Now, the biggest advantage of unit testing is easy refactoring. When working of code that is not automatically tested, developpers are understandably frighten of huge refactorings. I myself worked in projects where features were abandon because it was too likely implementing it would break something. If everything is tested, you can change whatever you want without worrying about regressions.

A Real World Example

A testimony to easy refacoring with TDD is my last change to GreenPepper Ruby. We were using the standard Ruby XML library REXML for all our DOM parsing. This turned out to be a bad decision for several reason. REXML is sloooow, poorly documented and the API is simply awful. A much better choice was libxml. We didn't originally go with libxml because the OS X version was broken at the time. Recently the libxml team released the 1.0 version that fixed OS X. I decided it would be a good time to jump ship before the cost of changing library was even greater.

So I went in and change every class that used REXML. GreenPepper uses DOM extensively, so it was a huge change, several class had to be heavilly modified. It took me less than 5 hours to completly replace the parser.

I am 100% confident I did not break anything in the code. Why? Because EVERYTHING is tested and every test still passes!

There is no way in hell I would have dare change that parser if it wasn't for TDD.

The Bottom Line

TDD makes you more confident your software works at any given time. You can refactor without fear, thus creating much better code. If you plan on writing software that will be maintainable, you absolutely need unit testing and the best way to achieve that is thought TDD.

You should do TDD.

Monday, January 26, 2009

First Post!

Hi folks!

I guess the first thing I should say is welcome to my blog! As the very unimaginative title says, this is the first post of my blog (actually, my first post ever). So basically, my plan is to explain a bit about who I am, where I am from and where I think am going. Read on!

About Me

My name is Simon Mathieu, I was born in Quebec, Canada and still reside there for the moment. French is my native language, but I decided to blog in English for various reasons that I might explain in a future post.

I currently attend University of Sherbrooke as a computer engineering student and loving every moment of it (almost :p). I should graduate next December.

I'll save you the long enumeration of stuff I like and don't like, if you read this blog for long enough, you'll find out about them.

Why start a blog?

I've been thinking of starting my own blog for quite some time and I finally decided to do it. As a programmer, I admire several bloggers who have technical blogs. But in some kind of conspiracy to start me blogging, they all decided to blog about why I should start a blog.

Here's a snippet from Steve Yegge's blog:
This is certainly the most important thing I'll ever say in my blogs: YOU should write blogs.
Also Jeff Attwood said something similar during the talk he gave at CUSEC 2008 and when I attended CUSEC 2009, every speaker there agreed that I should start a blog!

As you can see, with this conspiracy of bloggers directed at me, I was forced to join their ranks in the blogosphere.

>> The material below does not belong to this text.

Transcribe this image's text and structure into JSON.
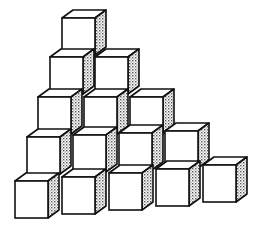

Another more serious reason why I started blogging, is to improve my writing skills. If you haven't notice yet, they suck, they always have. Since I consider this a major flaw in my professional training, I would need to come up with another lame excuse not remedy this right away. Now, with the Internet watching, I hope to get some extra pressure to practice.

Another important reason why I want to blog is because I'm starting an open source project. The project is called GreenPepper Ruby and will be discussed thoroughly in future posts. Since I'm learning Ruby for this project, I'll also share my discoveries of cool Ruby hacks and other implementation details with you guys.

What's next?

I spent two days thinking of a good blog name that wasn't taken and failed miserably. So I'm hoping for stoke of creative genius in the next few weeks so I can rename this blog to something better than "Simon's Blog". I'm open to suggestions!

I'll keep try to post often enough about various things like GreenPepper, books I'm reading, editorial comments on news or other blogs and whatever else I feel like writing about.

So thanks for reading et à la prochaine fois!